I change their recipe a bit, as I use a mix of butter(I like the taste) w/ their recommended olive oil, and I use more spices than just salt n' pepper. You tend to have to microwave the hindquarter joint (drum/thigh) for a few extra minutes (3-5) as it's a tiny bit pink.
Also, sometimes huge packs of drums (very tendony) go on sale for around 79cents all year, I season them, layer them in my large crock pot, pour a cup of water on top, and cook them on low all night. The next morning our house smells great, and once cool enough, the meat slips from bone, tendons (yuck)/cartilage, and skin. I pack up this dark meat (I like it better than white) and freeze it, along w/ the great broth. I use it for bunches of recipes or sandwiches(hot turkey sands w/ mashed and gravy, anyone?), but our family favorite is homemade turkey pot pies. Some finely chopped onion, peas/carrots/potatoes, turkey meat, and white sauce made from a butter roux and lots of pepper and salt, put into small individual dishes w/ it's own pie crust and baked...yum!

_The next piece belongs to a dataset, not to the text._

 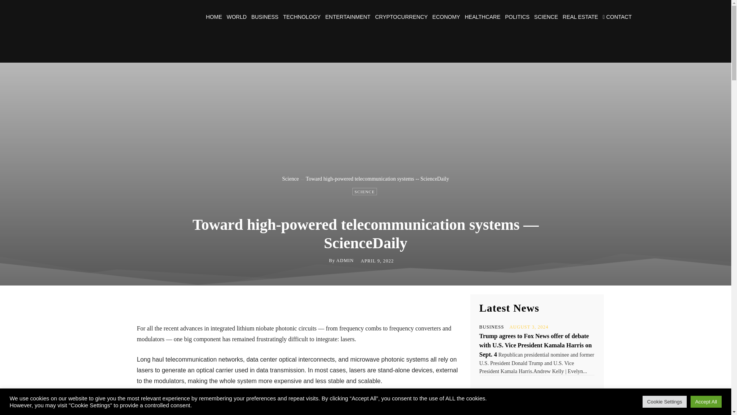 What do you see at coordinates (517, 17) in the screenshot?
I see `POLITICS` at bounding box center [517, 17].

To T&T Grandma Thank- you so much for the great idea. Best one by far. I'm definitely going to do this. Thanks again & Happy holidays
When my sister in law isn't around to pick the bones for me, I like to buy just the breast. More meat, less bones.
We only buy a turkey breast for Thanksgiving and/or Christmas. That way, we don't have so much turkey left over. I make enough cornbread dressing for a couple of meals and that's it. This year on Thanksgiving we will be having my husband's birthday dinner as well. It's his birthday. So a sugar free birthday cake is in order.
My mom buys 6 or 8 additional turkeys every year when they go on sale. She gets our family together several months out of the year and we have a turkey feast and family reunion. We all love having a "Thanksgiving Dinner" in July and it is a cheap way for Mom to feed us all.